Of course in reality they’re not sleeping in a loop to wait, they use a much more efficient way to block, but it’s to give you the general idea. The important point is that Ruby mutexes keep a reference to the fiber (hence thread) that acquired the lock, and automatically ignore it if it’s dead. Hence upon fork, all mutexes held by the background thread are immediately released, which avoids most deadlock scenarios.

It’s not perfect of course, if a thread died while holding a mutex, it’s very possible that it left the resource that was protected by the mutex in an inconsistent state, in practice however I’ve never experienced something like that, granted it’s likely because the existence of the GVL somewhat reduces the need for mutexes.

Now, Ruby threads aren’t fully exempt from these pitfalls, because ultimately on MRI, Ruby threads are backed by native threads, so you can end up with a nasty deadlock after forking if another thread released the GVL and called a C API that locks a mutex.

While I never got hard proof of it, I suspect this was happening to some Ruby users because from my understanding, glibc’s getaddrinfo(3), which Ruby uses to resolve host names, does use a global mutex, and Ruby calls it with the GVL released, allowing for a fork to happen concurrently.

To prevent this, I added another lock inside MRI, to prevent Process.fork from happening while a getaddrinfo(3) call is ongoing. This is far from perfect, but given how much Ruby relies on Process.fork, that seemed like a sensible thing to do.

It’s also not rare for Ruby programs that rely on fork to run into crashes on macOS, because numerous macOS system APIs do implicitly spawn threads or lock mutexes, and macOS chose to consistenty crash when it happens.

So even with pure Ruby code, you occasionally run into fork(2)’s pitfalls, you can’t just use it willy-nilly.

Conclusion

So to answer the question in the title, the reason fork(2) is hated is because it doesn’t compose well, particularly in native code. If you wish to use it, you have to be extremely careful about the code you are writing and linking to. Whenever you use a library you have to make sure it won’t spawn some threads, or hold onto file descriptors, and given the choice between fork(2) and threads, most systems programmers will choose threads. They have their own pitfalls, but they compose better, and it is likely that you are calling into APIs that are using threads under the hoods, so the choice is somewhat already made for you.

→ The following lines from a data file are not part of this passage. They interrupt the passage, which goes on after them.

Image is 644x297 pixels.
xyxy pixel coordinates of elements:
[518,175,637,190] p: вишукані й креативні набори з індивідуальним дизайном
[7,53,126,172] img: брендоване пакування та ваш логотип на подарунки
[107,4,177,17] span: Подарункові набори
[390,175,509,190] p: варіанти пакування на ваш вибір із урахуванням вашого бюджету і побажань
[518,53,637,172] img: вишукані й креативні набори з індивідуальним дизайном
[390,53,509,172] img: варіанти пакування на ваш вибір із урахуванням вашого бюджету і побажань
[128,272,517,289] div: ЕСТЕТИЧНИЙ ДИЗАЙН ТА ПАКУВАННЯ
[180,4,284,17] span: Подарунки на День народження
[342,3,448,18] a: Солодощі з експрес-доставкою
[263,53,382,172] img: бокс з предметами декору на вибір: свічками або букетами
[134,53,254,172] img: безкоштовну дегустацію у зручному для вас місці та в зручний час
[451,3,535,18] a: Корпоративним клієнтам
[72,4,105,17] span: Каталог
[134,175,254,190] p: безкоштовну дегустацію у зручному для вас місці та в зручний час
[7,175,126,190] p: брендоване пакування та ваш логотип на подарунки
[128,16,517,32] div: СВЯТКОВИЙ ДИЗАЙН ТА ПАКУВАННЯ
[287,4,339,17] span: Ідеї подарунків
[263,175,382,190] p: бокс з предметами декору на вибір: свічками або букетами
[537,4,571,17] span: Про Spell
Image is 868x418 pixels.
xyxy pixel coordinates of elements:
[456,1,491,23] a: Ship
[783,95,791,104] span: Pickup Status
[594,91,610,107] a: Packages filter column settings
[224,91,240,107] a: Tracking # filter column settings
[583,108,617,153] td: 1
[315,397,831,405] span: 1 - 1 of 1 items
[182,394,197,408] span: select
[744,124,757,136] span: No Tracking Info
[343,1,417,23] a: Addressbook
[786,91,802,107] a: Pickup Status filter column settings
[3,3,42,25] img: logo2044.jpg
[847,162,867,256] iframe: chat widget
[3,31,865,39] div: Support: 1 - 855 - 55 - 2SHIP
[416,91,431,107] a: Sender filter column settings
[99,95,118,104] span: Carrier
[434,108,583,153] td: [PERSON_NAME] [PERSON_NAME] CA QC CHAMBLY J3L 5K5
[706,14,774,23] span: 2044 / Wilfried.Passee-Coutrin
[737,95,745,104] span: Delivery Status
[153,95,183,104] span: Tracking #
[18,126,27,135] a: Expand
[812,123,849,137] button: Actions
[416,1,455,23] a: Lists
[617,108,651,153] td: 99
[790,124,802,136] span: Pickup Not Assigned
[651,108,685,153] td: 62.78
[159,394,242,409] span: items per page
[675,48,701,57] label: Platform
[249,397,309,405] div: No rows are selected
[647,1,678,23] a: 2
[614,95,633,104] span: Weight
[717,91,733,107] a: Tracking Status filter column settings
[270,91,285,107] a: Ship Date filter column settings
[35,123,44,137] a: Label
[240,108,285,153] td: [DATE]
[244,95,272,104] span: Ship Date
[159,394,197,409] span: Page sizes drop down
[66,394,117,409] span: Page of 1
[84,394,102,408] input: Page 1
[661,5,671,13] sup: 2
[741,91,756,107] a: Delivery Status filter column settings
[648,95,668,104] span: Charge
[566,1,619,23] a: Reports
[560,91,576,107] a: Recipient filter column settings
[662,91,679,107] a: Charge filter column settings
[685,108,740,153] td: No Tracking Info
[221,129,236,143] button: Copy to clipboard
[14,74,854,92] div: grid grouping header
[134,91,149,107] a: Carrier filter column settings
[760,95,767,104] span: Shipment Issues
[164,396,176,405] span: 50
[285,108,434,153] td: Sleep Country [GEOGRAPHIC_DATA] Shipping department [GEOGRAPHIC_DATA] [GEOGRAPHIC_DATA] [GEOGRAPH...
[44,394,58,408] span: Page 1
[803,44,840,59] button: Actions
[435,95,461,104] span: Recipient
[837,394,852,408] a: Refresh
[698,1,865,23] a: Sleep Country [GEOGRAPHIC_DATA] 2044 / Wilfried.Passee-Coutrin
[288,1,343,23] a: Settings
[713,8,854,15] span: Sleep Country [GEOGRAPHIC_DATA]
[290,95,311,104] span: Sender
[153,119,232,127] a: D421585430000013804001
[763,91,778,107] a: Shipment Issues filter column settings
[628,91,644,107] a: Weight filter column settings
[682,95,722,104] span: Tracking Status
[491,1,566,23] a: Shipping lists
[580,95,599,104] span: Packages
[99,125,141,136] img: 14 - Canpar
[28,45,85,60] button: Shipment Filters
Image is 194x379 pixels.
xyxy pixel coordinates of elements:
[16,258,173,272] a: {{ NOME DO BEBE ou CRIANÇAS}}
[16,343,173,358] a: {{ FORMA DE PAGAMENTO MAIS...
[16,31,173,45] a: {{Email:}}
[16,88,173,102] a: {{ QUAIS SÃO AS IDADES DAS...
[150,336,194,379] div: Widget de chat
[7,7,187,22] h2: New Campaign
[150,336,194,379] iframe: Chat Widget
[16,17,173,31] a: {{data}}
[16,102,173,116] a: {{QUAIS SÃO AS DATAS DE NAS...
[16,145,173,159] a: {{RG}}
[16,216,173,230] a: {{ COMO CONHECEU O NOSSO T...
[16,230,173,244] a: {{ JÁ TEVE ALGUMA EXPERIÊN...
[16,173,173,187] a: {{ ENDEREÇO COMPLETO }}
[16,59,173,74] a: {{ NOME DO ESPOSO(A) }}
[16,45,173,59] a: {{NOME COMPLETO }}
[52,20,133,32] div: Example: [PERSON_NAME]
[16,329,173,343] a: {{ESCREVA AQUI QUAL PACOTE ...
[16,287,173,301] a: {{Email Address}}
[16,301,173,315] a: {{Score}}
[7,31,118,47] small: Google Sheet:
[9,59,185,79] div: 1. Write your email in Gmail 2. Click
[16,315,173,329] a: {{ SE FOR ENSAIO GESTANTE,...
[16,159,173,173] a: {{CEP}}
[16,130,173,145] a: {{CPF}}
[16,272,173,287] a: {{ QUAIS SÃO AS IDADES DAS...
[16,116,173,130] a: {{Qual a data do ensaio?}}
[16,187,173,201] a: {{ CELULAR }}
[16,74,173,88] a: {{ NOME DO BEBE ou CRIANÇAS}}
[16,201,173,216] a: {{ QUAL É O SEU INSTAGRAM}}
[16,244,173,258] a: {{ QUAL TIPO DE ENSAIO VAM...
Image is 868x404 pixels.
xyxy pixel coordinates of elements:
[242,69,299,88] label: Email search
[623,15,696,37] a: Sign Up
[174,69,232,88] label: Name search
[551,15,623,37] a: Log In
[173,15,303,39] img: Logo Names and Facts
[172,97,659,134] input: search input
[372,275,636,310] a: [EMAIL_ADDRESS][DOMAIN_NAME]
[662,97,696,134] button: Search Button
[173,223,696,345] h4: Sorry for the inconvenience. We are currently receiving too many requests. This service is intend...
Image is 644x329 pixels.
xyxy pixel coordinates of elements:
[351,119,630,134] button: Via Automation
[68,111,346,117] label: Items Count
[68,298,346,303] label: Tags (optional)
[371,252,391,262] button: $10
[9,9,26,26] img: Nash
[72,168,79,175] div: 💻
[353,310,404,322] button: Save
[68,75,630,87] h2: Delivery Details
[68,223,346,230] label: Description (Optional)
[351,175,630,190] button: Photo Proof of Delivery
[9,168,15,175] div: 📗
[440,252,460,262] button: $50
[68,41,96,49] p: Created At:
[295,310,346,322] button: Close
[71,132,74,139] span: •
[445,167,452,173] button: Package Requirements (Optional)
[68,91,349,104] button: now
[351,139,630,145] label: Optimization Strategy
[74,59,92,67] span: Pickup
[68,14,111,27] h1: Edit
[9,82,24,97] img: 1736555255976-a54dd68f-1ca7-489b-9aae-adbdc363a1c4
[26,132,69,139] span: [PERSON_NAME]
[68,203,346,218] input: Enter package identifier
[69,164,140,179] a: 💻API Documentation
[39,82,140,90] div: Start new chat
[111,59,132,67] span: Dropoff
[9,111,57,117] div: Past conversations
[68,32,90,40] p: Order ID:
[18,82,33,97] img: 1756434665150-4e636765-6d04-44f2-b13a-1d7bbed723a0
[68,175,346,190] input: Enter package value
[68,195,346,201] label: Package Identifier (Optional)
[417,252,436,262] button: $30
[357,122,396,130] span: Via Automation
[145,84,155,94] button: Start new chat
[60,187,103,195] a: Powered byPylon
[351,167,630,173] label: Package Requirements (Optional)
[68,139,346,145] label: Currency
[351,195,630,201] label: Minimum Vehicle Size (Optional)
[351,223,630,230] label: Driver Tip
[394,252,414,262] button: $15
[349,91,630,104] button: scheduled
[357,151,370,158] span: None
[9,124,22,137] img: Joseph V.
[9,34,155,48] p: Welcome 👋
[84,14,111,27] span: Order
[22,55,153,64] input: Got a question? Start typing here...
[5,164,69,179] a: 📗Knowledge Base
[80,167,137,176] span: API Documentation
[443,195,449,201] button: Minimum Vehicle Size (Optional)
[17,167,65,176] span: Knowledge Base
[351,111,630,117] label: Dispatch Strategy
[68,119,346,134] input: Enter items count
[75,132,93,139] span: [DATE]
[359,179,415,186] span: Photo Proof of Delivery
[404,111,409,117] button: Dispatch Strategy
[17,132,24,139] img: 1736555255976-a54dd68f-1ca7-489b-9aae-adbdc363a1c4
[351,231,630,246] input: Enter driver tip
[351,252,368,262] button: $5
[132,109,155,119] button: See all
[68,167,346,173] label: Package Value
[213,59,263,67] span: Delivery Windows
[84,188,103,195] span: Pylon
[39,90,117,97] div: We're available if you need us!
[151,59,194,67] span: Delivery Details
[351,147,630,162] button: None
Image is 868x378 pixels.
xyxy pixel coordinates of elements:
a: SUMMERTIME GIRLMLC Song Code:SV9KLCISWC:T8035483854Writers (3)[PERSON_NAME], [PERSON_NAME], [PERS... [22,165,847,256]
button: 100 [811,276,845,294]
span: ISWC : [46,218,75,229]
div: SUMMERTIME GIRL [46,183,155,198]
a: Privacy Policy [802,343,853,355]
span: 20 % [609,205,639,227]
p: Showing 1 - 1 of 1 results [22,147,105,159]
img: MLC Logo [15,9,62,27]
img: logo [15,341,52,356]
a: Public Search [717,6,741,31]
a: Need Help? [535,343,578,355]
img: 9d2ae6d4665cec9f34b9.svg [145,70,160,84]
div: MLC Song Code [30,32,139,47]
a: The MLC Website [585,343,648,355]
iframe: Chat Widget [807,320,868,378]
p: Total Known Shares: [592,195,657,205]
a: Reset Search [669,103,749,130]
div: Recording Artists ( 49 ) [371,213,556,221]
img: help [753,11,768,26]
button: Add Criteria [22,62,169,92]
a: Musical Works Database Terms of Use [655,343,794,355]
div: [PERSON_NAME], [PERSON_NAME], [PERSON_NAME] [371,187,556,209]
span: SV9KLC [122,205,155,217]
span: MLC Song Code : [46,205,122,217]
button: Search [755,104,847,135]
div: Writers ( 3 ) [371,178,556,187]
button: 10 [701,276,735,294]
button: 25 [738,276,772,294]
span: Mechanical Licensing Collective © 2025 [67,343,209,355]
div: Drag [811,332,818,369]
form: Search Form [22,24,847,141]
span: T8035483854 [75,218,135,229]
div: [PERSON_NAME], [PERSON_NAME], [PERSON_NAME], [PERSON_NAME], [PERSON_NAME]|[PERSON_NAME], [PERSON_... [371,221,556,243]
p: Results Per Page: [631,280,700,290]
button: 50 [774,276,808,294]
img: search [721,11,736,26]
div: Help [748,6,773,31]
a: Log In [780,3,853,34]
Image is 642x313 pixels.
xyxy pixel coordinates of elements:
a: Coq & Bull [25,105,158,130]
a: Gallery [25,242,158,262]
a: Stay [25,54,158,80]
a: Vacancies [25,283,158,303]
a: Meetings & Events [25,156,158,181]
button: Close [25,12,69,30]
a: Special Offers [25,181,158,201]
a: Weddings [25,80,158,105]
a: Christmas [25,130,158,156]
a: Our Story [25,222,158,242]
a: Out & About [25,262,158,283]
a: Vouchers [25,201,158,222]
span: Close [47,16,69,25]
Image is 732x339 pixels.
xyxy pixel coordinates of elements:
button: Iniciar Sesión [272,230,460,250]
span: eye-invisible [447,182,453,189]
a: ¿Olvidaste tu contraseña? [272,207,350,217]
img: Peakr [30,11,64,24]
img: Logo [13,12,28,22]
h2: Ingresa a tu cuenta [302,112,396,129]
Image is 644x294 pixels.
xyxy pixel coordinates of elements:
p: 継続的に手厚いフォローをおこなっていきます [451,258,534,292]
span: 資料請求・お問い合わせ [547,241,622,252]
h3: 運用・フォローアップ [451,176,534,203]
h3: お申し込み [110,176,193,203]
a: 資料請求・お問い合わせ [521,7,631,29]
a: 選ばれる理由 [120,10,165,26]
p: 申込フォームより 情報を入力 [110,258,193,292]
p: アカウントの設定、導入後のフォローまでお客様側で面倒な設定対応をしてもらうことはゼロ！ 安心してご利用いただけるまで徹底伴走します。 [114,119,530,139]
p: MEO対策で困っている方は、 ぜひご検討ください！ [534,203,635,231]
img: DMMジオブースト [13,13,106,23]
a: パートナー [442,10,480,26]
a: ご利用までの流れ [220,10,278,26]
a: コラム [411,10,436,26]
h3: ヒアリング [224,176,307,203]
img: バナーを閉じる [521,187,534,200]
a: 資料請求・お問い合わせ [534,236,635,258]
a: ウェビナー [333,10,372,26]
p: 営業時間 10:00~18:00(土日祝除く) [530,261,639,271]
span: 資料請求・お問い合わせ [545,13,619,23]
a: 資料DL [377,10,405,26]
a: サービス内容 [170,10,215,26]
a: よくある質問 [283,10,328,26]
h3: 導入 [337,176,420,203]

But the situation isn’t nearly as bad for Ruby code, as it makes it much easier to write fork-safe code, and the Ruby philosophy makes it so libraries like Active Record take it upon themselves to deal with these gnarly details for you. So problems mostly come up when you want to bind to some native libraries that spawn threads, like grpc or libvips, as they generally don’t expect fork(2) to happen and aren’t generally kin in accepting it as a constraint.

Especially since fork is mostly used at the end of the application initialization, even libraries that are technically not fork-safe, will work because they generally initialize their threads and file descriptors lazily upon the first request.

Anyway, even if you still think fork(2) is evil, until Ruby offers another usable primitive for true parallelism (which should be the subject of the next post), it will remain a necessary evil.

  1. Technically, Ruby will automatically close it once the object is garbage collected, but you get the idea.